Centre for Service Management

News and Events

8 Mar 2019

CSM Wins Another Award

Thorsten

Congratulations to Professor Thorsten Gruber, Director of the Centre for Service Management. His manuscript entitled "Brave new world: service robots in the frontline" has been nominated by the Editorial Board Members of the prestigious Journal of Service Management and subsequently selected to receive the Robert Johnston Highly Commended Award (First Runner Up)

The paper started discussion on the service sector at an inflection point with regard to productivity gains and service industrialisation similar to the industrial revolution in manufacturing that started in the eighteenth century. Robotics in combination with rapidly improving technologies like artificial intelligence (AI), mobile, cloud, big data and biometrics will bring opportunities for a wide range of innovations that have the potential to dramatically change service industries. The purpose of this paper is to explore the potential role service robots will play in the future and to advance a research agenda for service researchers.

The contribution of this paper is threefold:

First, it provides a definition of service robots, describes their key attributes, contrasts their features and capabilities with those of frontline employees, and provides an understanding for which types of service tasks robots will dominate and where humans will dominate.

Second, this paper examines consumer perceptions, beliefs and behaviours as related to service robots, and advances the service robot acceptance model.

Third, it provides an overview of the ethical questions surrounding robot-delivered services at the individual, market and societal level.

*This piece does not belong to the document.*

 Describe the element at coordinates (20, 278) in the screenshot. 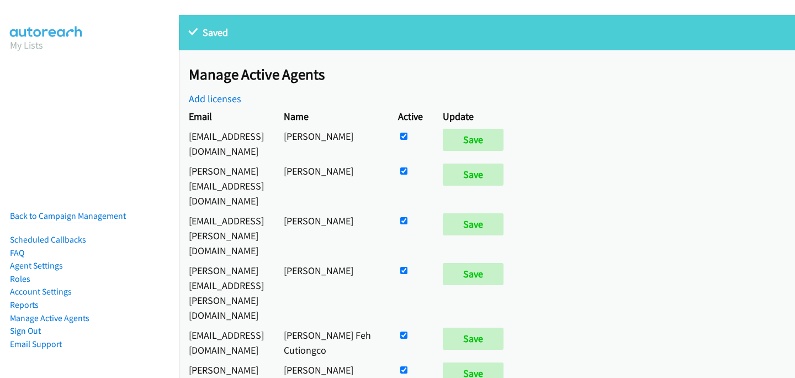

I see `a: Roles` at that location.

The paper emerged from a Thought Leadership Conference entitled “Theorizing Beyond The Horizon: Service Research in 2050” hosted by “The University of Queensland Business School” and the “Australian National University and that took place in Brisbane, Australia from November 3-5, 2017. Professor Gruber worked in an international team of researchers together with Professor Jochen Wirtz (National University of Singapore), Professor Paul Patterson (University of New South Wales), Dr Werner Kunz (University of Massachusetts Boston), Professor Dr Stefanie Paluch (RWTH Aachen University), Dr Vinh Lu (Australian National University), and Ms Antje Martins (University of Queensland).